Very cool, never would've thought of caribou here. I love running trotlines & digging up fossilized antlers & buffalo horns out of river banks.
 
That is great! I am sure the glaciers forced them south during the last ice age. That is an awesom find.
 
That is great! I am sure the glaciers forced them south during the last ice age. That is an awesom find.


That's what I was thinking at first... It made sense to me because it is kind of in a valley where maybe a glacier went through. I asked the lady in-charge of the repository how she thought it got there and she said they were actually native to our area along with mastadons and what not.
A couple things I forgot to add too was that it's the largest and most complete antler found in Iowa of that age especially for being burried in a clay. I also talked to my uncle about it some more last night and he said he actually found the top of the antler first and couldn't find the other half until about a month later after another rain.. He said it was back into the wash-out a little further.. They were about 6 ft deep he said.
 
[and she said they were actually native to our area along with mastadons and what not.]

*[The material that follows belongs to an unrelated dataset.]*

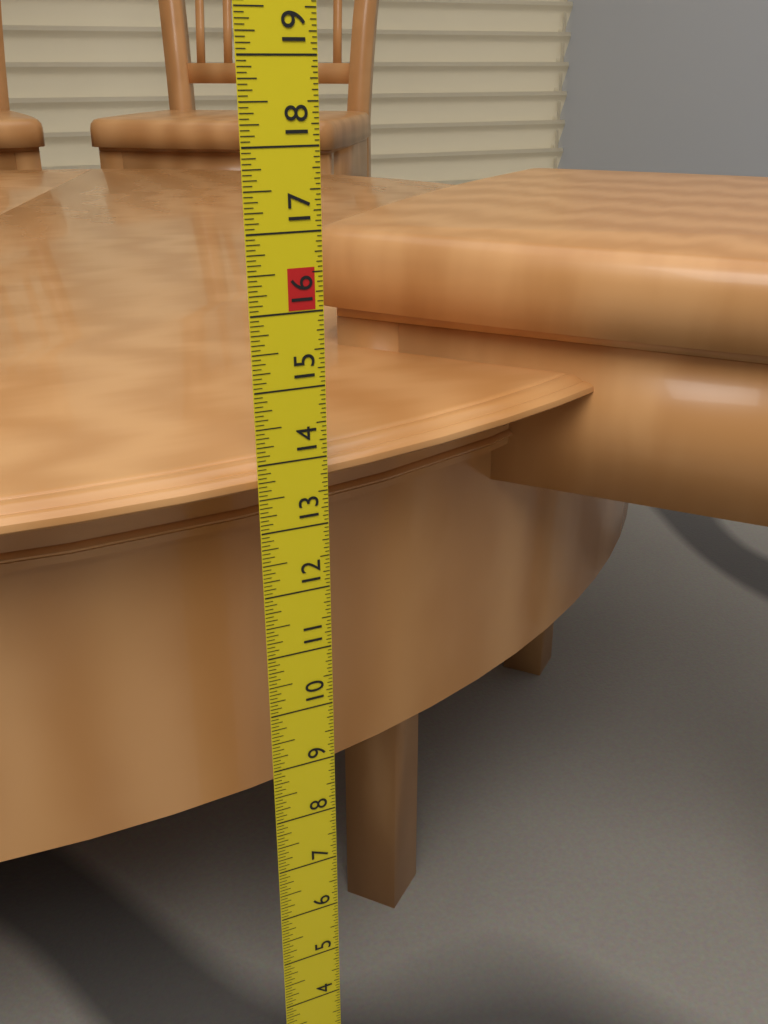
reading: 13.8750 in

Absolutely! caribou, mastadons, mammoths, giant ground sloths, wolly rhinos, cheetahs, saber-tooths, etc. were all native up there during the late Pleistocene and early Holocene. There were lots of cool, crazy animals native to that area. We've had several mammoth skeletons found down in southern Arizona. Several years ago, I got to witness the excavation of a mammoth tusk down near the San Pedro River on Fort Huachuca. Great find on that antler!!